[Collected data entries]
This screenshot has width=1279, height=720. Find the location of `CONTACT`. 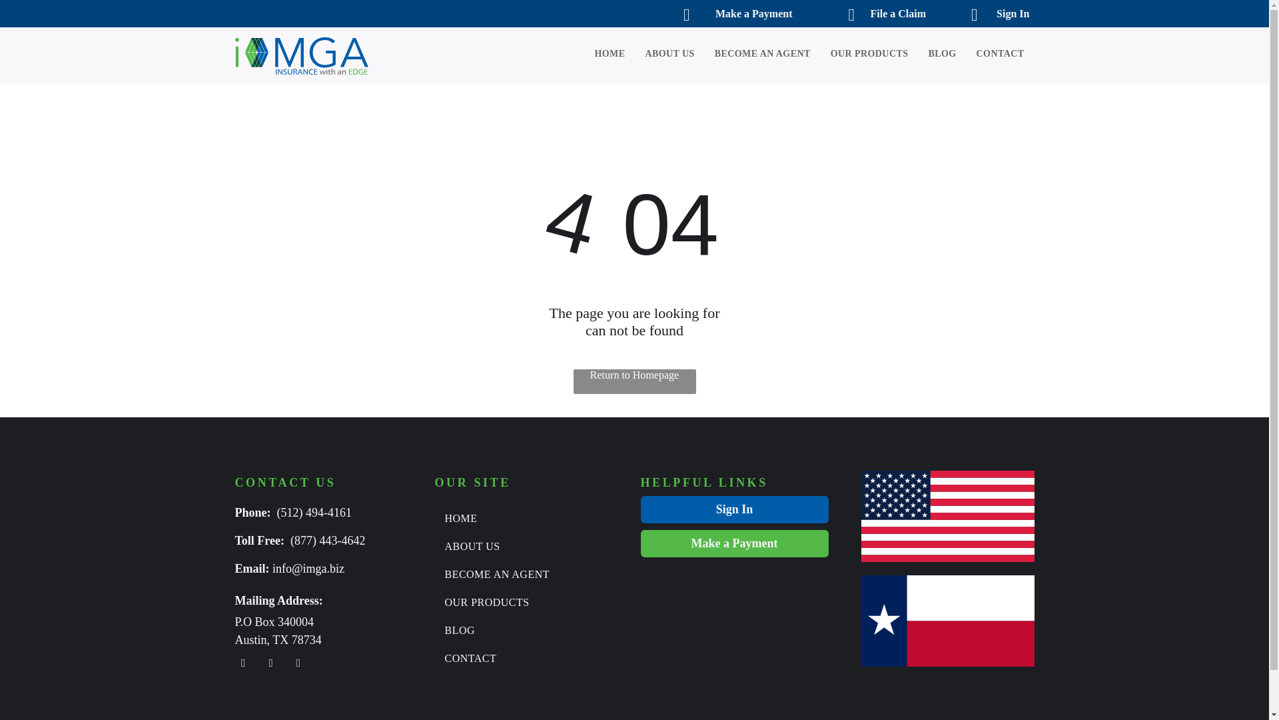

CONTACT is located at coordinates (990, 53).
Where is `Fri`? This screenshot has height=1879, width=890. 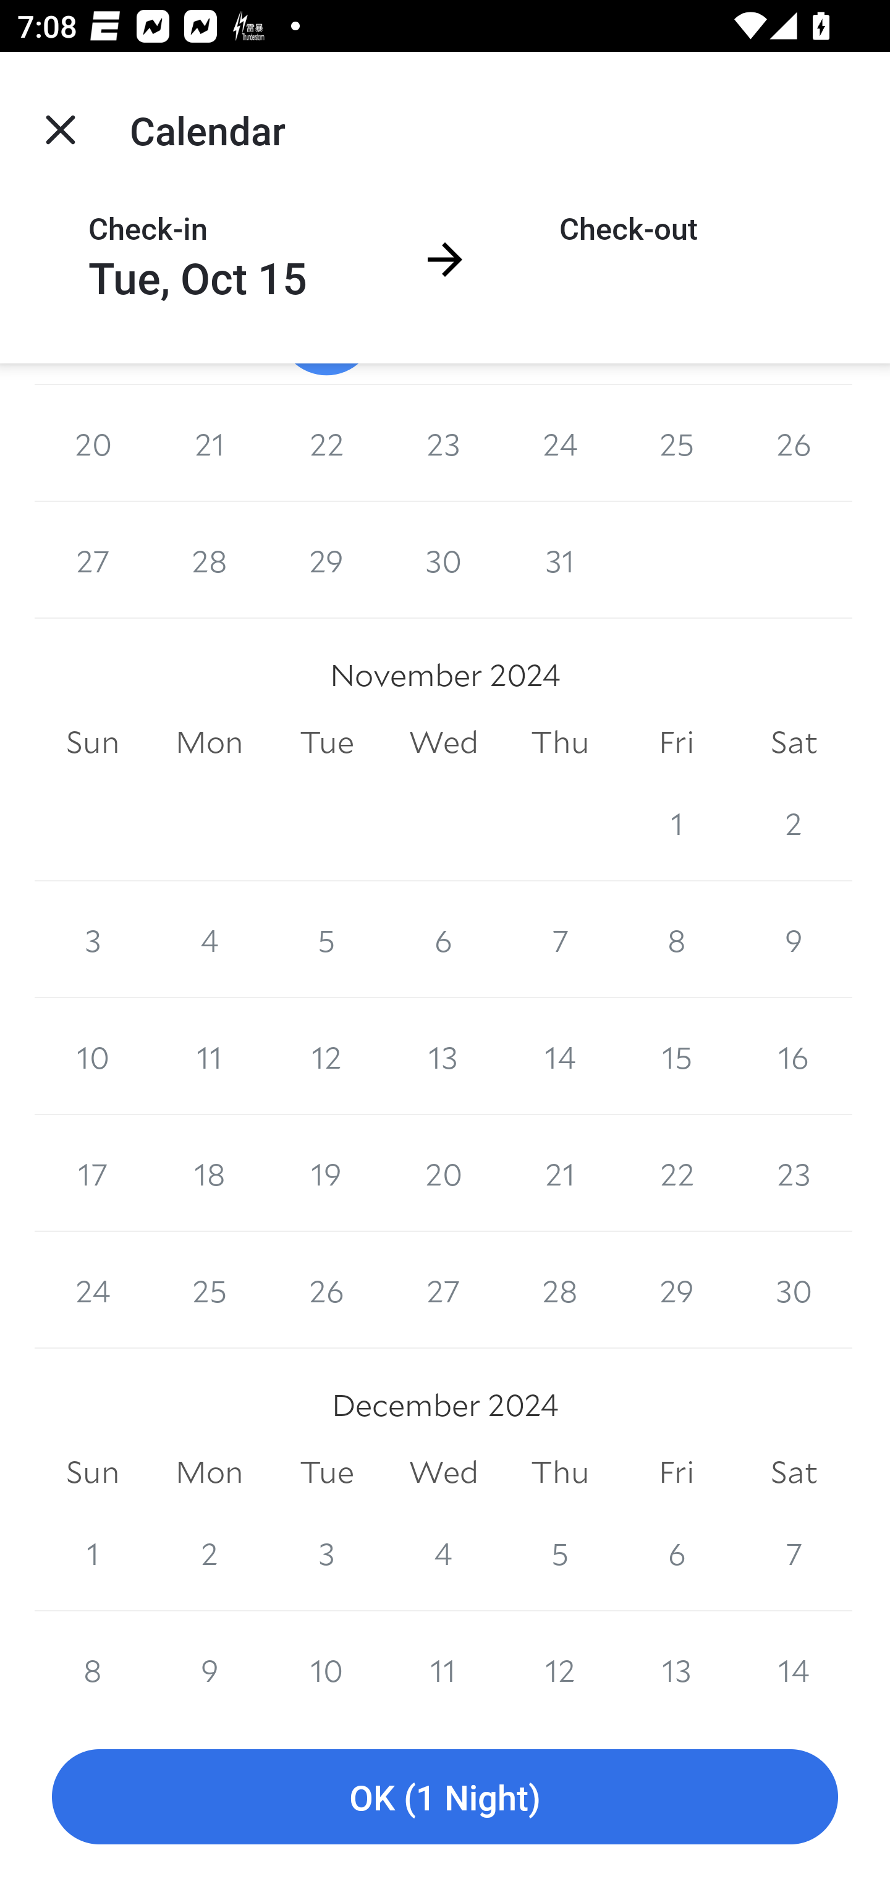
Fri is located at coordinates (676, 742).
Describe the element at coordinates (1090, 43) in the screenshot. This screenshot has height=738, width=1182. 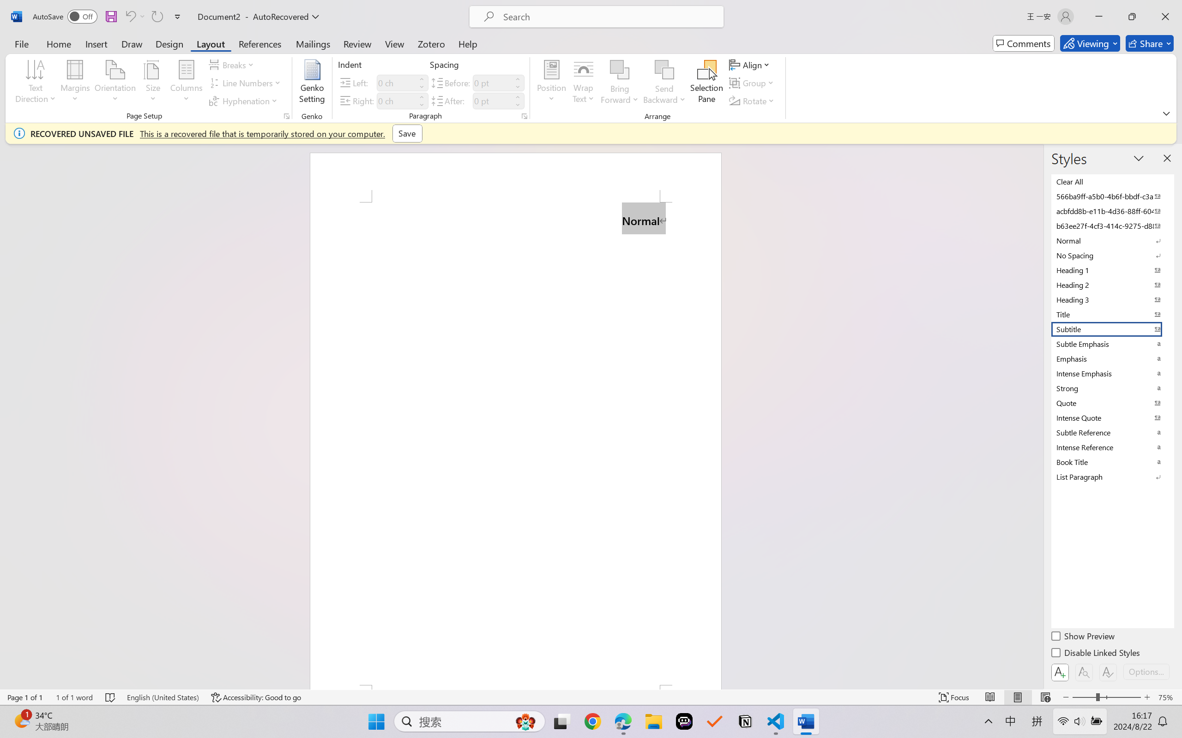
I see `Mode` at that location.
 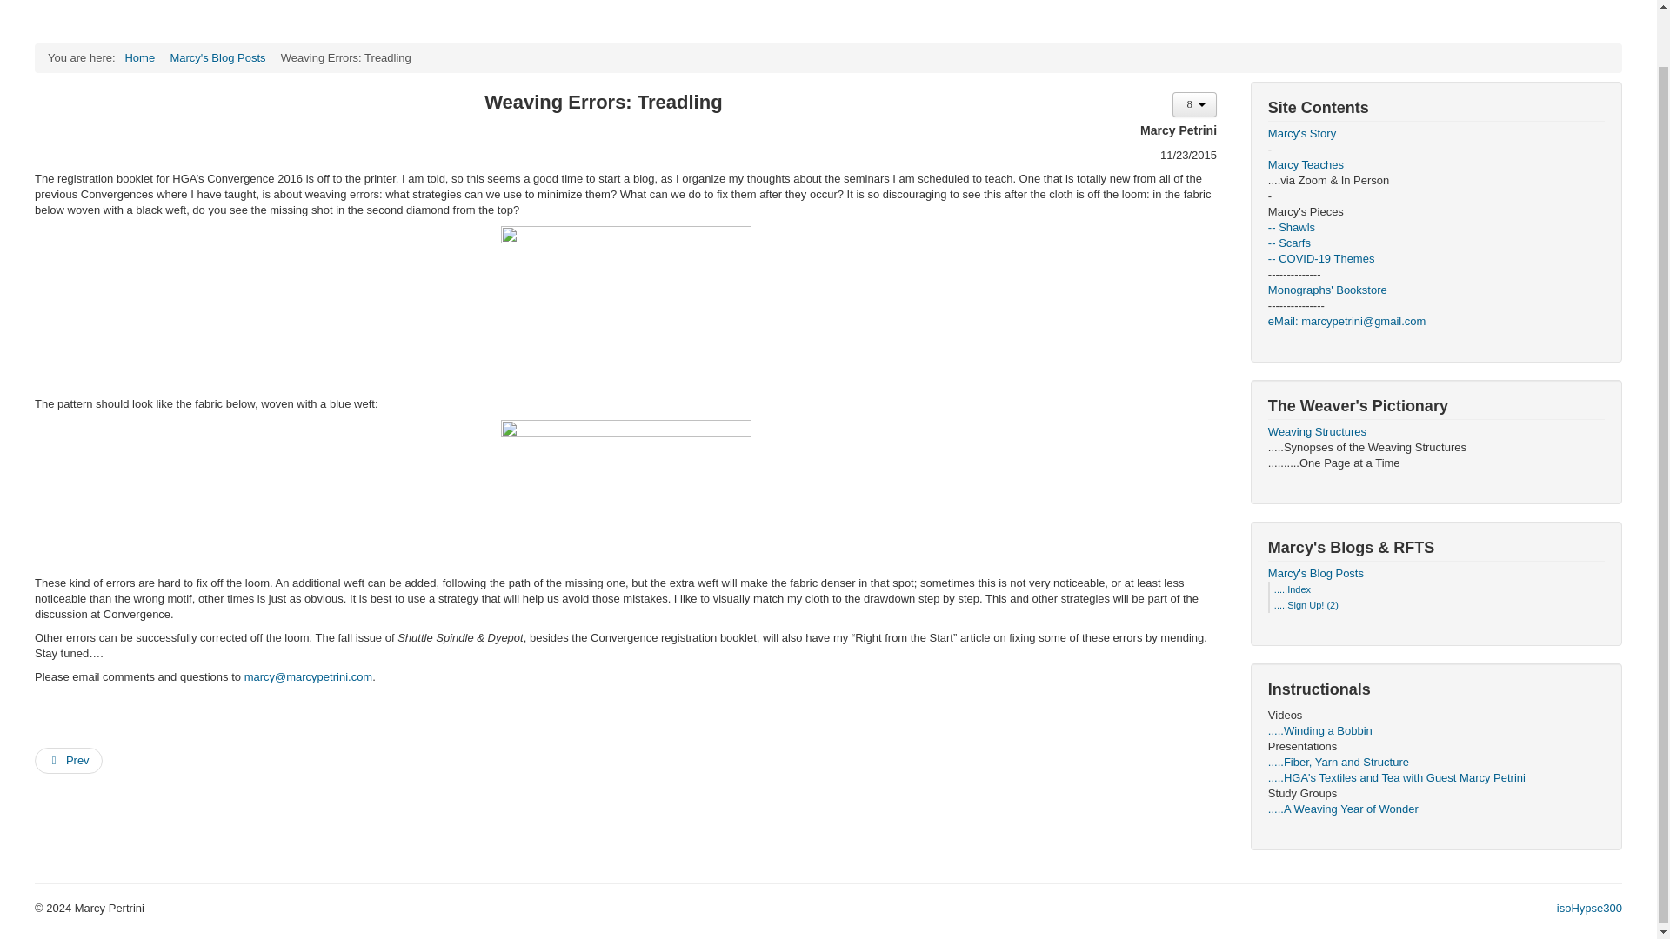 What do you see at coordinates (1436, 809) in the screenshot?
I see `.....A Weaving Year of Wonder` at bounding box center [1436, 809].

• ABOUT THIS TASK:
I need the lines from the one containing "has height=1879, width=890." through the end of the records retyped exactly, with the pictures left out.

• RESPONSE AREA:
Where is `Fri`? This screenshot has height=1879, width=890. 
Fri is located at coordinates (676, 742).
Describe the element at coordinates (1090, 43) in the screenshot. This screenshot has height=738, width=1182. 
I see `Mode` at that location.
  What do you see at coordinates (1436, 809) in the screenshot?
I see `.....A Weaving Year of Wonder` at bounding box center [1436, 809].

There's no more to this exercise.